Nvidia debuts Project DIGITS, a palm-sized AI supercomputer that can sit on any desk
Nvidia Corp. is making its most powerful graphics processing units accessible to anyone with the coming launch of Project DIGITS – a “personal AI supercomputer” that’s powered by the soon-to-launch Nvidia GB10 Grace Blackwell Superchip.
The AI supercomputer was announced late today at the CES consumer electronics show in Las Vegas. When it launches in May, Project DIGITS will provide users with access to 1 petaflop of artificial intelligence computing performance, giving researchers, data scientists and students the kind of performance normally limited to big enterprises, right there on their desks. It will support the prototyping, training and fine-tuning of advanced large language models, as well as inference, making it possible for anyone to develop artificial intelligence systems that can match the power of applications like ChatGPT.
Nvidia’s upcoming GB10 Superchip is a system-on-a-chip that’s powered by its most advanced GPU, the Nvidia Grace Blackwell. It has all of the supporting components required to run large-scale AI projects, with dozens of CUDA cores and fifth-generation Tensor Cores connected to equally high-performance Nvidia Grace central processing units by the company’s chip-to-chip interconnect technology, NVLink.
According to Nvidia, the GB10 Superchip enables the Project DIGITS supercomputers to deliver immense AI computing resources to anyone via a standard laptop or PC. Each machine will provide access to 128 gigabytes of unified, coherent memory and up to 4 terabytes of NVMe storage.

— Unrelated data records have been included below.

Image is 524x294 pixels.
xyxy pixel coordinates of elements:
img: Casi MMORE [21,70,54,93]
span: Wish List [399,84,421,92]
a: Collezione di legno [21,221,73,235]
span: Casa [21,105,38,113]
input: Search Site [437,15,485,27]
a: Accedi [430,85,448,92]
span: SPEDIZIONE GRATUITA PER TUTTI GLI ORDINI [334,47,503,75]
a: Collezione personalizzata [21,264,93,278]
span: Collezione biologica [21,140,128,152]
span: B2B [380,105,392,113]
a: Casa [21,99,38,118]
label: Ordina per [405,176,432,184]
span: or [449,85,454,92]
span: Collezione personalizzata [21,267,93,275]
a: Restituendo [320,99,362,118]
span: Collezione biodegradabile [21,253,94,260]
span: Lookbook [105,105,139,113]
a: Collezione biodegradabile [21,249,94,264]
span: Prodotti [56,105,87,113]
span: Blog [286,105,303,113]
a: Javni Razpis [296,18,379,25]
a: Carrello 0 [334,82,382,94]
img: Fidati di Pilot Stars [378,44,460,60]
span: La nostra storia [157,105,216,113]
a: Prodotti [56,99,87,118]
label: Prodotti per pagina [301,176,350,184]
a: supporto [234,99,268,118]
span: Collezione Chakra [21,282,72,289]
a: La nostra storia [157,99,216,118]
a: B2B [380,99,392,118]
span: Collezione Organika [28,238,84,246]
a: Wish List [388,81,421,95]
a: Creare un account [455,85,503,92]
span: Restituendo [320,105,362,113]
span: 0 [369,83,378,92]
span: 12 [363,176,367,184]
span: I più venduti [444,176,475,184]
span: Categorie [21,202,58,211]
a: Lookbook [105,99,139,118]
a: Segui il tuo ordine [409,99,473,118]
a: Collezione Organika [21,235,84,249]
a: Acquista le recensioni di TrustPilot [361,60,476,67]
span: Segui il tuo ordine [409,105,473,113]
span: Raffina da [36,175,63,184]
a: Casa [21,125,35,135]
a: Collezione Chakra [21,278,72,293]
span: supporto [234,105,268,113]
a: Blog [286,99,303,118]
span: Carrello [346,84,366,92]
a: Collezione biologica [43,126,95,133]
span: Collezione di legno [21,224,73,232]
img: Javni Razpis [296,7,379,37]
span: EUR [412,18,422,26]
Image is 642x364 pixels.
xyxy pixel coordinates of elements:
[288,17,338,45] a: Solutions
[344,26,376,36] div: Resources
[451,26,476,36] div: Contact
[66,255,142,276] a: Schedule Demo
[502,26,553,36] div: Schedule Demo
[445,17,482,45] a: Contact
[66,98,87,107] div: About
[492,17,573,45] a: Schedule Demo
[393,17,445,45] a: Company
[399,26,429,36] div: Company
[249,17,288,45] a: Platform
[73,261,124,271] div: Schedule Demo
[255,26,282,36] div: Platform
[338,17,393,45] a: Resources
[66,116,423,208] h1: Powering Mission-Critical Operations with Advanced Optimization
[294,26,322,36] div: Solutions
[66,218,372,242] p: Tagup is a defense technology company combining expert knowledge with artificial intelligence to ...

That’s more than enough to run a 200 billion-parameter LLM, meaning users will be able to build and experiment with LLMs that exceed the capabilities of OpenAI’s GPT-3 model, which has 175 billion parameters.

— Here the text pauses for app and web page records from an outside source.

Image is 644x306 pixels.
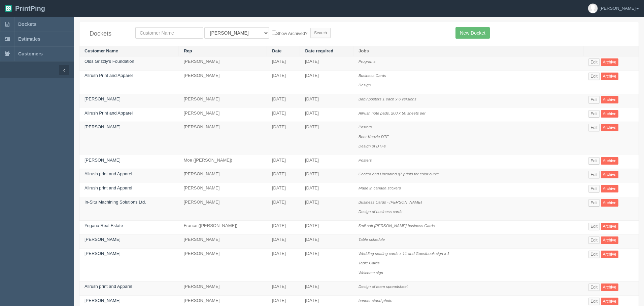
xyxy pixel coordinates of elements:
td: [DATE] [300,169,354,183]
a: New Docket [455,27,489,39]
a: Edit [588,284,600,291]
a: Edit [588,72,600,80]
a: Edit [588,59,600,66]
a: Allrush Print and Apparel [85,73,133,78]
i: Made in canada stickers [358,186,401,190]
td: [DATE] [300,183,354,197]
td: [DATE] [300,108,354,122]
i: Welcome sign [358,271,383,275]
a: Edit [588,96,600,103]
span: Dockets [18,22,36,27]
td: [PERSON_NAME] [178,122,267,155]
td: France ([PERSON_NAME]) [178,221,267,234]
td: [PERSON_NAME] [178,94,267,108]
td: Moe ([PERSON_NAME]) [178,155,267,169]
i: Design of team spreadsheet [358,284,407,289]
td: [DATE] [300,94,354,108]
h4: Dockets [89,31,125,37]
label: Show Archived? [271,29,307,37]
td: [DATE] [267,197,300,221]
a: Yegana Real Estate [85,223,123,228]
a: Archive [601,185,618,193]
a: Allrush Print and Apparel [85,111,133,116]
a: Edit [588,237,600,244]
td: [DATE] [267,94,300,108]
td: [DATE] [300,221,354,234]
i: Coated and Uncoated g7 prints for color curve [358,172,439,176]
a: Edit [588,251,600,258]
input: Search [310,28,331,38]
td: [PERSON_NAME] [178,56,267,71]
a: Edit [588,110,600,118]
a: Allrush print and Apparel [85,284,132,289]
a: Date [272,48,281,53]
td: [DATE] [267,70,300,94]
a: Edit [588,223,600,230]
td: [PERSON_NAME] [178,183,267,197]
input: Show Archived? [271,31,276,35]
td: [DATE] [267,183,300,197]
i: Business Cards [358,73,386,78]
img: avatar_default-7531ab5dedf162e01f1e0bb0964e6a185e93c5c22dfe317fb01d7f8cd2b1632c.jpg [588,4,597,13]
a: In-Situ Machining Solutions Ltd. [85,200,146,205]
td: [DATE] [267,221,300,234]
a: Archive [601,171,618,178]
a: Archive [601,59,618,66]
td: [DATE] [300,122,354,155]
i: Design [358,83,371,87]
a: [PERSON_NAME] [85,237,120,242]
a: [PERSON_NAME] [85,97,120,101]
a: Archive [601,72,618,80]
i: Posters [358,158,372,162]
i: Beer Koozie DTF [358,134,389,139]
a: Allrush print and Apparel [85,185,132,190]
i: Table schedule [358,237,385,242]
i: Posters [358,125,372,129]
i: Business Cards - [PERSON_NAME] [358,200,422,204]
a: Archive [601,237,618,244]
a: Archive [601,298,618,305]
td: [DATE] [300,70,354,94]
td: [DATE] [267,234,300,249]
a: Edit [588,171,600,178]
i: Table Cards [358,261,380,265]
td: [PERSON_NAME] [178,248,267,281]
i: Wedding seating cards x 11 and Guestbook sign x 1 [358,251,449,256]
td: [PERSON_NAME] [178,169,267,183]
td: [PERSON_NAME] [178,234,267,249]
a: Rep [184,48,192,53]
a: Customer Name [85,48,118,53]
span: Customers [18,51,43,56]
i: Allrush note pads, 200 x 50 sheets per [358,111,426,115]
td: [DATE] [300,197,354,221]
a: Edit [588,157,600,165]
td: [DATE] [267,248,300,281]
i: Baby posters 1 each x 6 versions [358,97,417,101]
td: [DATE] [300,155,354,169]
input: Customer Name [135,27,203,39]
td: [PERSON_NAME] [178,108,267,122]
td: [DATE] [300,56,354,71]
td: [DATE] [267,155,300,169]
td: [DATE] [267,122,300,155]
i: 5mil soft [PERSON_NAME] business Cards [358,224,435,228]
i: banner stand photo [358,298,392,303]
a: Archive [601,124,618,131]
td: [DATE] [300,248,354,281]
a: Edit [588,298,600,305]
a: [PERSON_NAME] [85,298,120,303]
i: Design of DTFs [358,144,386,148]
a: [PERSON_NAME] [85,251,120,256]
a: Archive [601,284,618,291]
td: [PERSON_NAME] [178,197,267,221]
a: Edit [588,199,600,207]
a: Edit [588,185,600,193]
img: logo-3e63b451c926e2ac314895c53de4908e5d424f24456219fb08d385ab2e579770.png [5,5,12,12]
span: Estimates [18,36,41,42]
td: [PERSON_NAME] [178,281,267,296]
a: Allrush print and Apparel [85,172,132,176]
a: Archive [601,96,618,103]
td: [DATE] [267,169,300,183]
th: Jobs [354,46,583,56]
a: Date required [305,48,333,53]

For those who need even more power, it will be possible to link two Project DIGITS AI supercomputers together using Nvidia’s ConnectX networking technology, to support models with up to 405 billion parameters, the company said.
Nvidia co-founder and Chief Executive Jensen Huang (pictured, with GB10 Superchip and AI supercomputer) said during a CES keynote that Project DIGITS is all about making the tools for advanced AI development more accessible, so that everyone can participate in building the future. He explained that the aim is to provide affordable access to the Grace Blackwell Superchip for millions of developers.

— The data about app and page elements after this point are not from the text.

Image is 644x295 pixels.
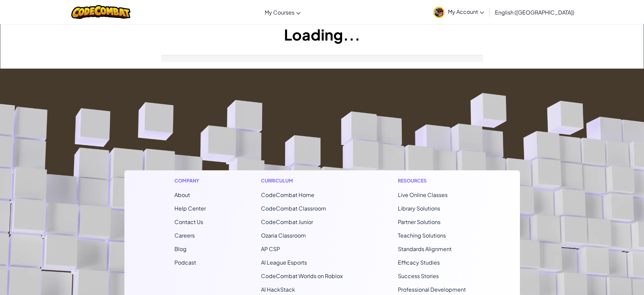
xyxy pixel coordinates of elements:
[174,259,197,266] a: Podcast
[398,232,446,239] a: Teaching Solutions
[174,246,187,253] a: Blog
[398,205,441,212] a: Library Solutions
[448,8,484,15] span: My Account
[261,205,327,212] a: CodeCombat Classroom
[261,232,307,239] a: Ozaria Classroom
[434,7,444,18] img: avatar
[398,177,470,184] h1: Resources
[398,259,440,266] a: Efficacy Studies
[261,246,281,253] a: AP CSP
[174,205,206,212] a: Help Center
[398,246,452,253] a: Standards Alignment
[174,219,203,226] span: Contact Us
[492,3,578,21] a: English ([GEOGRAPHIC_DATA])
[261,3,304,21] a: My Courses
[398,286,467,293] a: Professional Development
[261,273,343,280] a: CodeCombat Worlds on Roblox
[398,192,448,199] a: Live Online Classes
[496,9,575,15] span: English ([GEOGRAPHIC_DATA])
[0,24,644,45] h1: Loading...
[398,219,441,226] a: Partner Solutions
[261,286,295,293] a: AI HackStack
[174,177,206,184] h1: Company
[261,177,343,184] h1: Curriculum
[398,273,439,280] a: Success Stories
[265,9,295,15] span: My Courses
[261,192,314,199] span: CodeCombat Home
[261,219,313,226] a: CodeCombat Junior
[71,5,130,19] img: CodeCombat logo
[174,232,195,239] a: Careers
[174,192,190,199] a: About
[430,1,488,23] a: My Account
[261,259,308,266] a: AI League Esports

There may still be millions of developers left behind though, for the Project DIGITS machines can’t really be described as “cheap,” with prices starting at $3,000. But Huang seems to think there will be many AI developers who are willing to pay that kind of money.
“Placing an AI supercomputer on the desks of every data scientist, AI researcher and student empowers them to engage and shape the age of AI,” Huang said.
Those developers will be able to create, fine-tune and test their models on Project DIGITS before deploying them on the Nvidia DGX Cloud platform, accelerated cloud instances or their own on-premises data center infrastructure, the company said.
Holger Mueller of Constellation Research Inc. said Project DIGITS represents an effort by Nvidia to increase its grip on the AI hardware market by going after entry-level users, as well as the biggest enterprises. While this is not entirely unique, what is novel is that Nvidia is trying to do it simultaneously.
“The Blackwell GPUs, aimed at enterprises, are only just being shipped out now, and already the company has switched its attention to the lower-end of the market with Project DIGITS,” the analyst said. “But it’s not so surprising because Nvidia is known for departing from semiconductor industry norms, as we saw when it previously introduced new GPUs every year, instead of following a two-year update cycle like its rivals.”
Mueller said if Nvidia can succeed with DIGITS it will potentially transform the AI industry.
“Traditionally, bigger has always been better for AI, leading to questions about whether the technology is cost-effective and can be used easily in remote locations,” he pointed out. “But if DIGITS takes off, it’s basically putting an end to such questions, and Nvidia’s GPUs will be everywhere as a result of that.”
To aid developers using Project DIGITS, Nvidia said it will provide them with access to an extensive library of AI development tools, including software development kits, frameworks and prebuilt AI Models, all of which can be found within the Nvidia NGC Catalog on the Nvidia Developer portal.
In addition, the company is making a number of its “AI blueprints” available, alongside free access to its NIM microservices, which can be found in the same developer portal.